Credits

I would like to give credit where credit is due. Videos are from YouTube and other sources such as NicoNico while Oricon rankings and other information are translated from the Japanese Wikipedia unless noted.

Tuesday, June 21, 2022

Aido/Shogo Hamada/ZARD -- Futari no Natsu(二人の夏)

 

Summer officially arrived here in Toronto at 5:14 am this morning and although it was still pretty fresh this morning, the season really roared in from the afternoon, so the temperatures were up to 28 degrees Celsius with a Humidex close to 40 degrees. I was out with a few friends for lunch today and I did my fair share of walking so I'm aching all over as I type this. I could really use that Peach Banana smoothie that you see above.

Well, since it is the first day of summer and therefore the longest day of the year, let's have something seasonally apt. Last year, I wrote about Shogo Hamada's(浜田省吾)old group from the 1970s, Aido(愛奴), and their "Natsu no Futari"(夏の二人). Strangely enough, though, that 1976 song was created by band guitarist Tohru Aoyama(青山徹)following Hamada's departure from Aido.

Today, though, I have Aido's debut single "Futari no Natsu" (Two of Us in Summer) ...yeah, just flip a couple of words around. Released in May 1975, unlike the later mellower and perhaps closer to AOR "Natsu no Futari", "Futari no Natsu" has more of that gentle 1950s Richie-and-Mary Beth romantic melodiousness, thanks to Hamada who wrote and composed it. Indeed, it's all about a couple in love just lying on the beach at night and enjoying the moment. I can hear a lot of Beach Boys and "Theme from A Summer Place".

Hamada would cover his creation as his June 1987 21st single, getting up to No. 25. It was also included in his 2nd mini-album from the same month "CLUB SURFBOUND" that hit No. 1. The above imaginative video has that very song as part of a video collection that Hamada provided titled "SHOGO HAMADA Visual Collection "FLASH&SHADOW"" from August 2005. Man, it's so "American Graffiti"

Actually, I decided to kill two birds with one stone with ZARD's own "Futari no Natsu", but the only similarity is the title. Otherwise, it's a wholly different animal created by lyricist Izumi Sakai(坂井泉水)and composer Seiichiro Kuribayashi(栗林誠一郎), and it didn't even come out as a single but as the final track on the singer's July 1993 4th original album "Yureru Omoi"(揺れる想い...Shifting Feelings). 

The lyrical content also differs from Aido's "Futari no Natsu" in that ZARD's "Futari no Natsu" is a wistful re-encounter between two former lovers at a bus stop one hot day, with all of the feelings remaining in the lady's side. "Yureru Omoi" hit No. 1 on the Oricon weeklies and became the No. 1 album for the entire year, and it still hung around to become the No. 54 album for 1994.

No comments:

Post a Comment

Feel free to provide any comments (pro or con). Just be civil about it.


What is needed: Only one stretch of the records below is wanted: the lines from the one holding "You are a GUI" through the one holding "This screenshot has width=963, height=440.". Return it exactly, both ends included.

Supplied information:
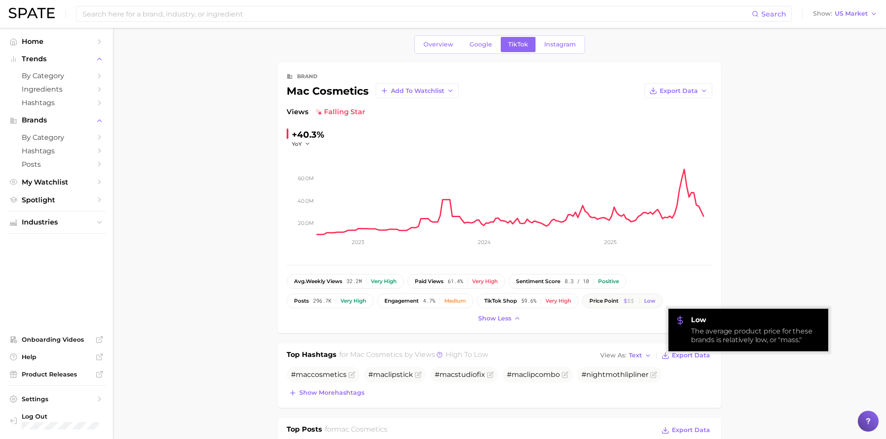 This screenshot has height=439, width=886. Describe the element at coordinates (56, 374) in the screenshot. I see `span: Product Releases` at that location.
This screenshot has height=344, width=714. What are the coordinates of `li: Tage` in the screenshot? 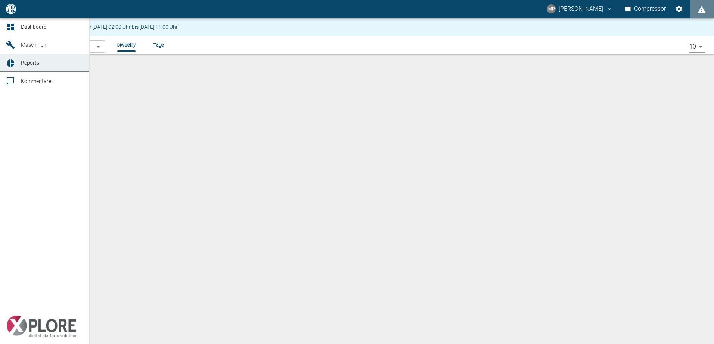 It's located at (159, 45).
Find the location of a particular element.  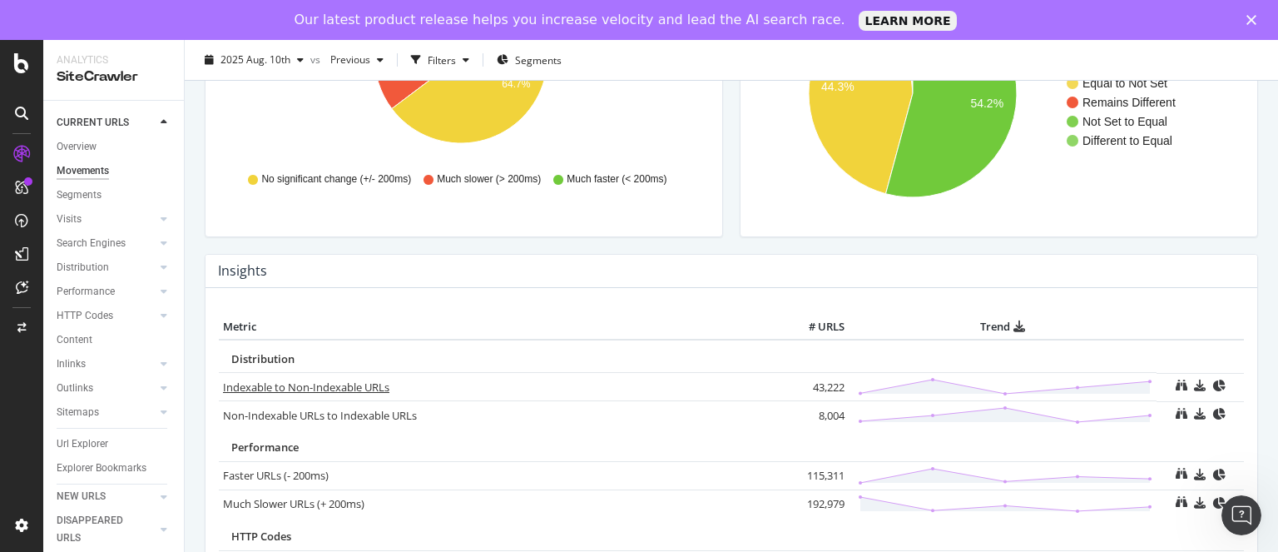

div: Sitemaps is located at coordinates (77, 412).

* * *

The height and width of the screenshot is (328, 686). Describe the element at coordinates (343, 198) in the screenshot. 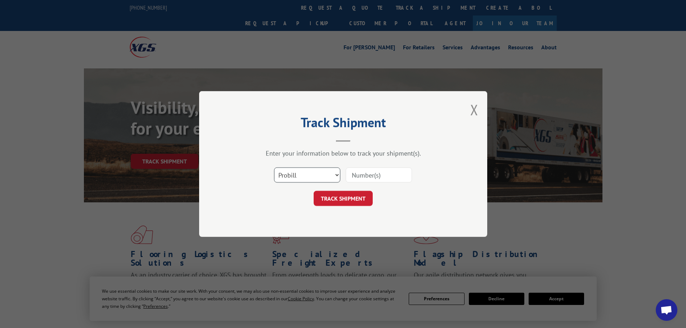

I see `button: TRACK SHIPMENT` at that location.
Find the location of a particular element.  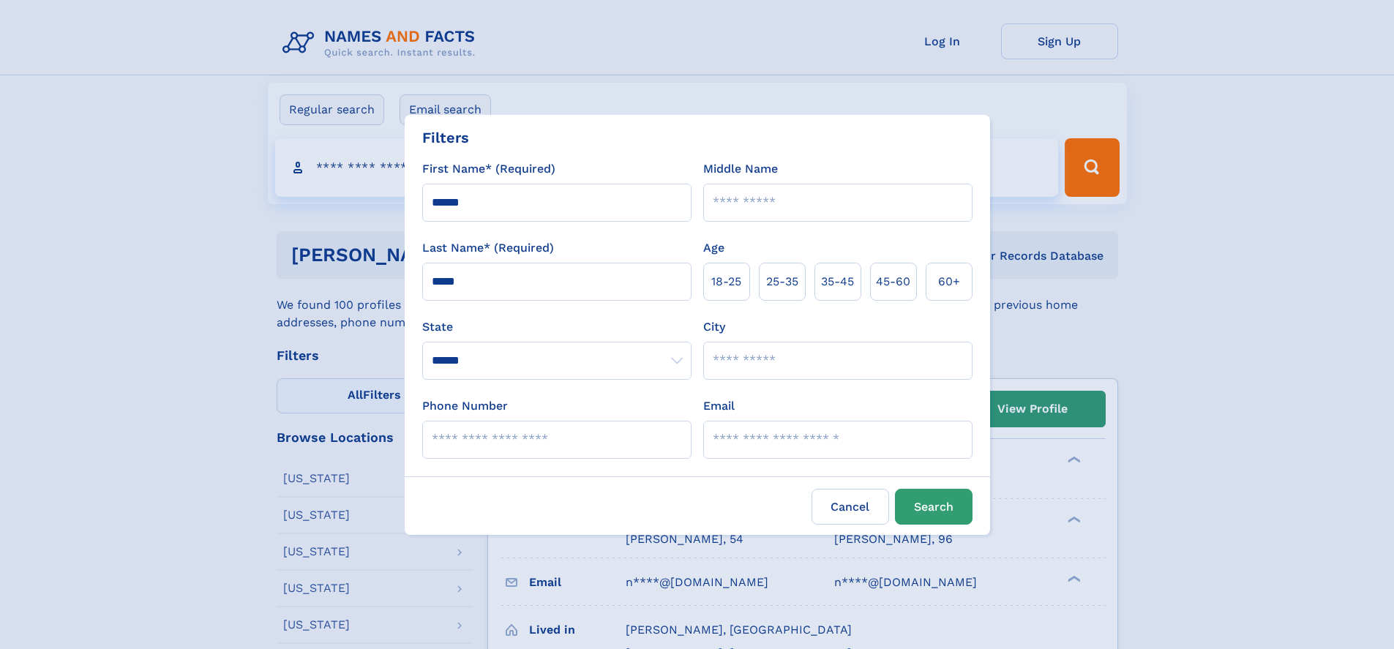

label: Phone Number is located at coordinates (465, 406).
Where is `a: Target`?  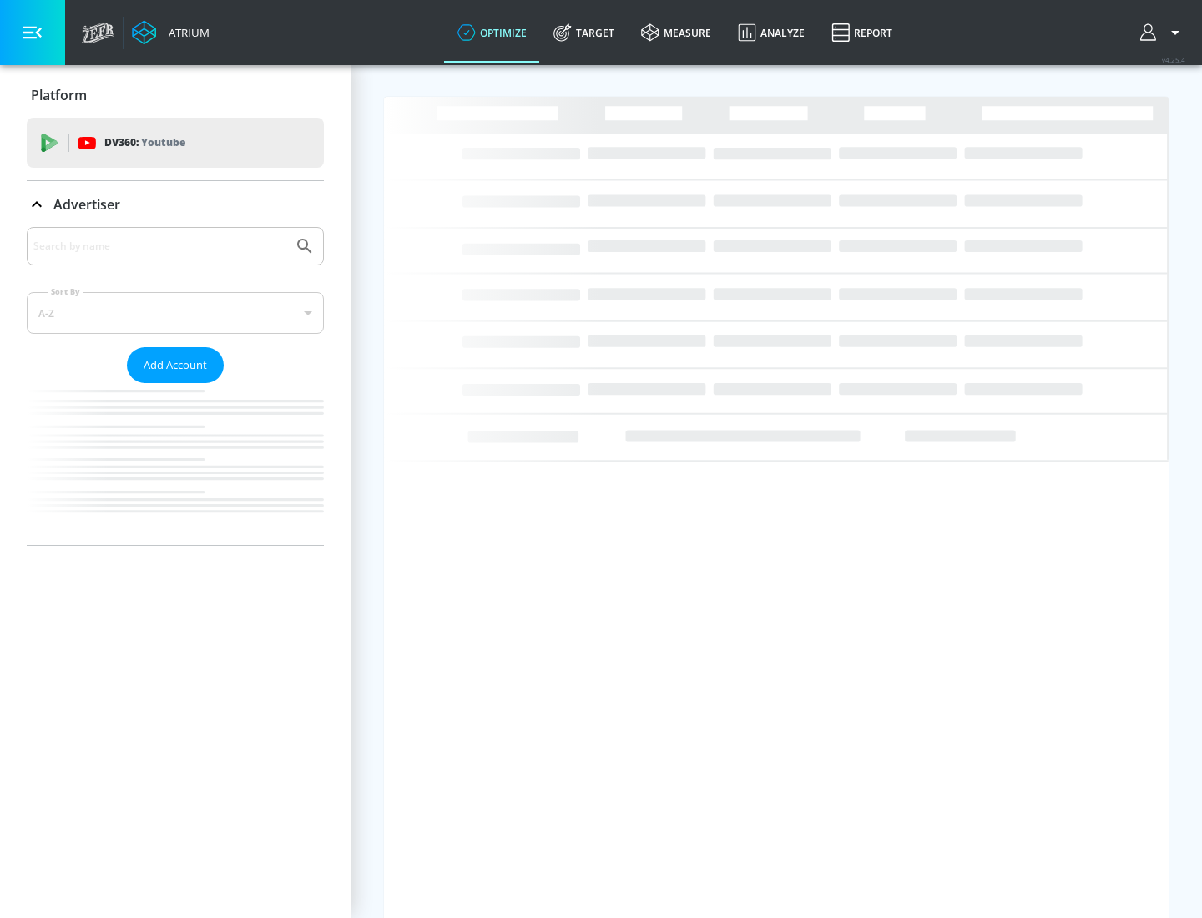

* * *

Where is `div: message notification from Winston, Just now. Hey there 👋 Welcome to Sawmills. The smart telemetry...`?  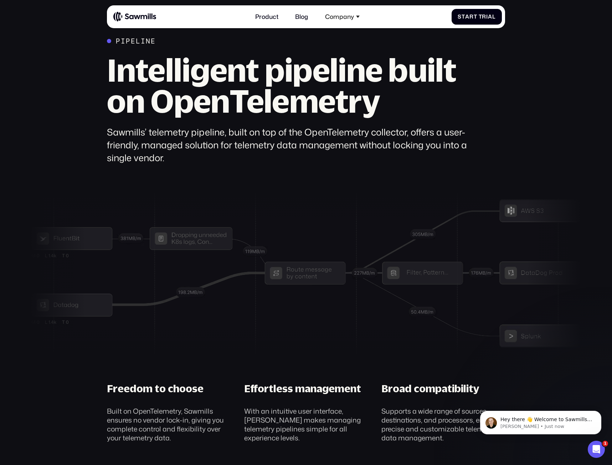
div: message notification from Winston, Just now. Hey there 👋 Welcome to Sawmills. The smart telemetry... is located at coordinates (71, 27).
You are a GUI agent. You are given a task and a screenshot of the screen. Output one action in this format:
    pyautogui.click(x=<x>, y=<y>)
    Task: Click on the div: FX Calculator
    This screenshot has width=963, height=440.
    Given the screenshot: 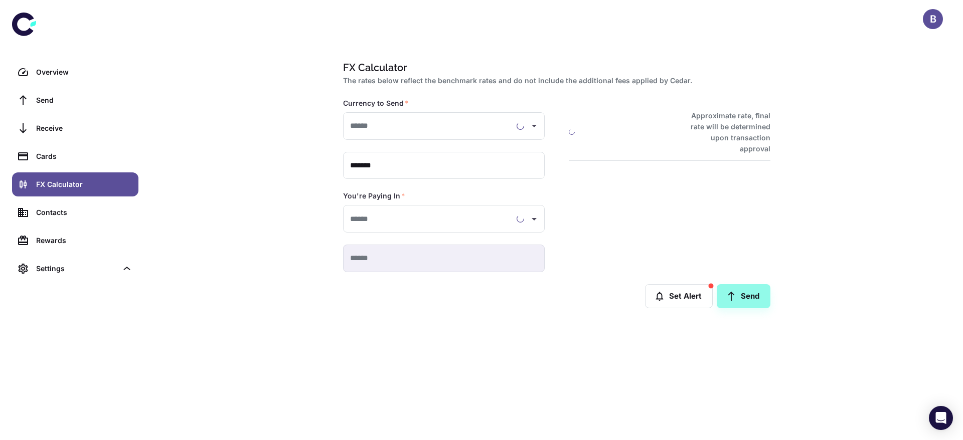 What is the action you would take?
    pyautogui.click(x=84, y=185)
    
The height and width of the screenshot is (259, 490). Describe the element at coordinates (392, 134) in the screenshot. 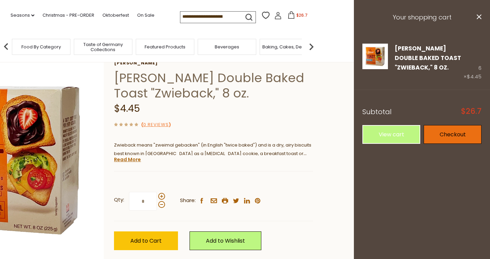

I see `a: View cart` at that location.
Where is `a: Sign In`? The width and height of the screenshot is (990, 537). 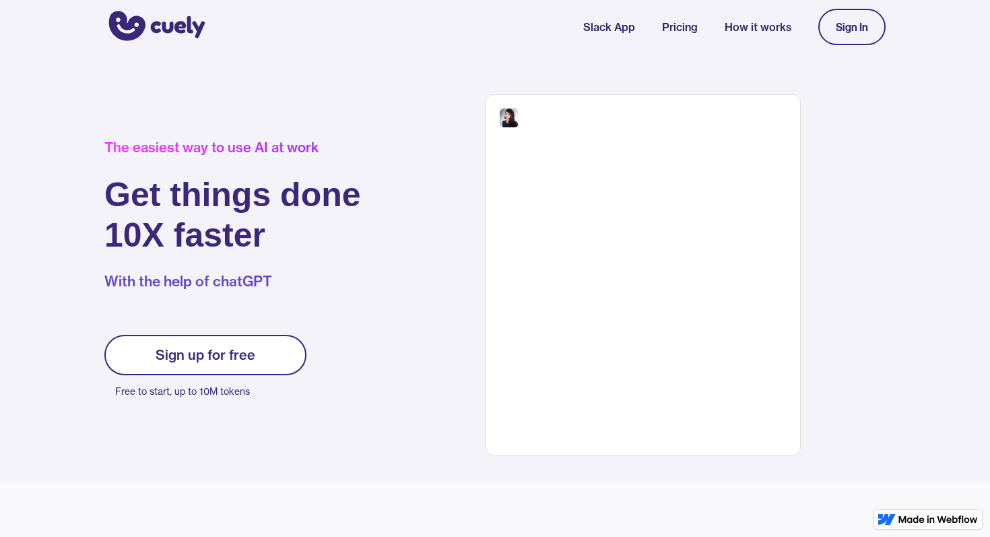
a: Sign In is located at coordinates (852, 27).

Expected answer:
You are a GUI agent. You are given a task and a screenshot of the screen. Output one action in this format:
    pyautogui.click(x=<x>, y=<y>)
    Task: Click on the div: FX Calculator
    This screenshot has width=963, height=440.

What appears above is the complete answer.